Ghana’s Rent Commission is preparing to begin prosecuting landlords who demand more than six months of advance rent from April 1, setting a firm enforcement deadline in a housing market where two-year advance payments have been standard practice for decades despite being illegal.
Ghana Business News
The April 1 date marks the Commission’s transition from the awareness phase that accompanied the March 1 launch of its mandatory Rent Card system into active legal enforcement. Acting Rent Commissioner Frederick Opoku has described the routine collection of one, two, and even three years of rent in advance as both illegal and an unconscionable burden on tenants, and has said the Commission intends to dismantle the practice through prosecution rather than education alone.
The legal basis for the crackdown is the Rent Act, 1963 (Act 220) as amended under People’s National Defence Council (PNDC) Law 5, which caps advance rent at six months for tenancies exceeding six months in duration. Violations carry a penalty of up to 500 penalty units or a two-year prison term, or both, upon conviction before a Rent Magistrate. Despite the law being in place for more than six decades, the prevailing norm in Ghana’s rental housing market remains a mandatory advance payment of two years or more.
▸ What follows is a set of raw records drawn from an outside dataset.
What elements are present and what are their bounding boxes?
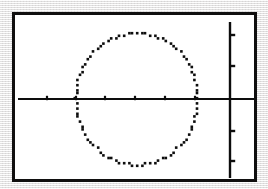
graph-svg	[15, 15, 254, 179]
curve-point	[115, 37, 118, 40]
curve-point	[193, 79, 196, 82]
curve-point	[193, 115, 196, 118]
curve-point	[154, 35, 157, 38]
curve-point	[185, 58, 188, 61]
curve-point	[79, 74, 82, 77]
curve-point	[149, 35, 152, 38]
curve-point	[196, 97, 199, 100]
curve-point	[128, 162, 131, 165]
curve-point	[175, 48, 178, 51]
curve-point	[92, 144, 95, 147]
curve-point	[162, 157, 165, 160]
curve-point	[76, 92, 79, 95]
curve-point	[123, 35, 126, 38]
curve-point	[115, 159, 118, 162]
curve-point	[76, 107, 79, 110]
curve-point	[188, 133, 191, 136]
curve-point	[81, 128, 84, 131]
curve-point	[102, 154, 105, 157]
curve-point	[165, 40, 168, 43]
curve-point	[107, 40, 110, 43]
curve-point	[131, 32, 134, 35]
curve-point	[162, 37, 165, 40]
curve-point	[76, 102, 79, 105]
curve-point	[191, 71, 194, 74]
curve-point	[110, 157, 113, 160]
curve-point	[76, 79, 79, 82]
curve-point	[188, 63, 191, 66]
curve-point	[128, 32, 131, 35]
curve-point	[180, 144, 183, 147]
curve-point	[81, 66, 84, 69]
curve-point	[170, 154, 173, 157]
curve-point	[87, 139, 90, 142]
curve-point	[118, 162, 121, 165]
curve-point	[76, 89, 79, 92]
curve-point	[118, 35, 121, 38]
curve-point	[196, 102, 199, 105]
curve-point	[141, 32, 144, 35]
curve-point	[97, 48, 100, 51]
calculator-screen-frame	[12, 12, 257, 182]
curve-point	[193, 74, 196, 77]
curve-point	[92, 50, 95, 53]
curve-point	[141, 165, 144, 168]
curve-point	[180, 50, 183, 53]
curve-point	[100, 45, 103, 48]
curve-point	[84, 133, 87, 136]
curve-point	[149, 162, 152, 165]
curve-point	[89, 141, 92, 144]
curve-point	[154, 162, 157, 165]
curve-point	[76, 115, 79, 118]
curve-point	[87, 58, 90, 61]
curve-point	[81, 126, 84, 129]
curve-point	[191, 126, 194, 129]
graph-plot-area[interactable]	[15, 15, 254, 179]
curve-point	[172, 152, 175, 155]
curve-point	[89, 55, 92, 58]
curve-point	[110, 37, 113, 40]
curve-point	[175, 146, 178, 149]
curve-point	[193, 120, 196, 123]
curve-point	[131, 165, 134, 168]
curve-point	[157, 159, 160, 162]
curve-point	[172, 45, 175, 48]
curve-point	[196, 113, 199, 116]
curve-point	[196, 107, 199, 110]
curve-point	[123, 162, 126, 165]
curve-point	[84, 63, 87, 66]
curve-point	[97, 146, 100, 149]
curve-point	[102, 42, 105, 45]
curve-point	[196, 92, 199, 95]
curve-point	[79, 120, 82, 123]
curve-point	[165, 157, 168, 160]
curve-point	[196, 89, 199, 92]
curve-point	[196, 84, 199, 87]
screenshot-root	[0, 0, 268, 189]
curve-point	[157, 37, 160, 40]
curve-point	[144, 162, 147, 165]
curve-point	[183, 141, 186, 144]
curve-point	[76, 84, 79, 87]
curve-point	[136, 32, 139, 35]
curve-point	[191, 66, 194, 69]
curve-point	[185, 139, 188, 142]
curve-point	[107, 157, 110, 160]
curve-point	[144, 32, 147, 35]
curve-point	[191, 128, 194, 131]
curve-point	[170, 42, 173, 45]
curve-point	[136, 165, 139, 168]
curve-point	[183, 55, 186, 58]
curve-point	[74, 97, 77, 100]
curve-point	[100, 152, 103, 155]
curve-point	[81, 71, 84, 74]
curve-point	[76, 113, 79, 116]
The Commission’s enforcement drive will be carried out by a dedicated Rent Taskforce operating in collaboration with Metropolitan, Municipal and District Assemblies (MMDAs) nationwide. The taskforce members are identifiable by yellow uniforms, and the Commission will work with the Ghana Revenue Authority (GRA) to ensure landlords pay taxes on rental income. Approximately 60 percent of tenants in Ghana do not have formal tenancy agreements, according to the Commission, and both landlords who fail to issue tenancy agreements and tenants who do not demand them may face legal consequences under the Act.
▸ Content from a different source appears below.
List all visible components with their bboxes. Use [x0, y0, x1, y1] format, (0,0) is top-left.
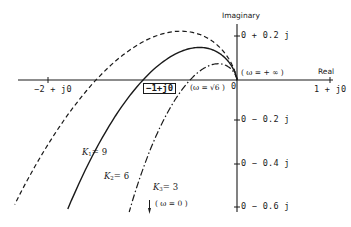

The enforcement push faces a structural headache. Ghana’s housing deficit stands at an estimated 1.8 million units, a gap that has handed landlords significant leverage in setting terms, including large advance payments, because demand for rental accommodation consistently exceeds available supply. The human cost of this imbalance is particularly acute for young people and those arriving in cities for work or education, who are often forced into a cash-intensive market where paying a year or more upfront is the unwritten rule, deepening inequality between those with access to capital and those without.
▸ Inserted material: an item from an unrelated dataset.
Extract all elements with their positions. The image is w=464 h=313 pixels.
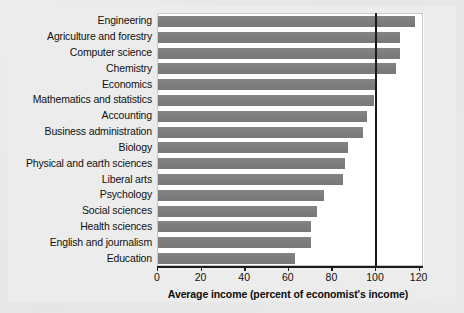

The Rent Card, mandatory under Section 20 of Act 220, will serve as an official record of tenancy agreements and underpin a national database of rental housing stock. The Commission says the database will give regulators the data needed for more systematic enforcement and better-targeted housing policy over time.
Whether the April enforcement deadline translates into actual prosecutions and a measurable shift in landlord behaviour will depend partly on whether the Commission can demonstrate credible follow-through, and partly on whether government efforts to expand housing supply can begin to ease the demand pressure that has long made illegal advance rent demands so difficult to challenge.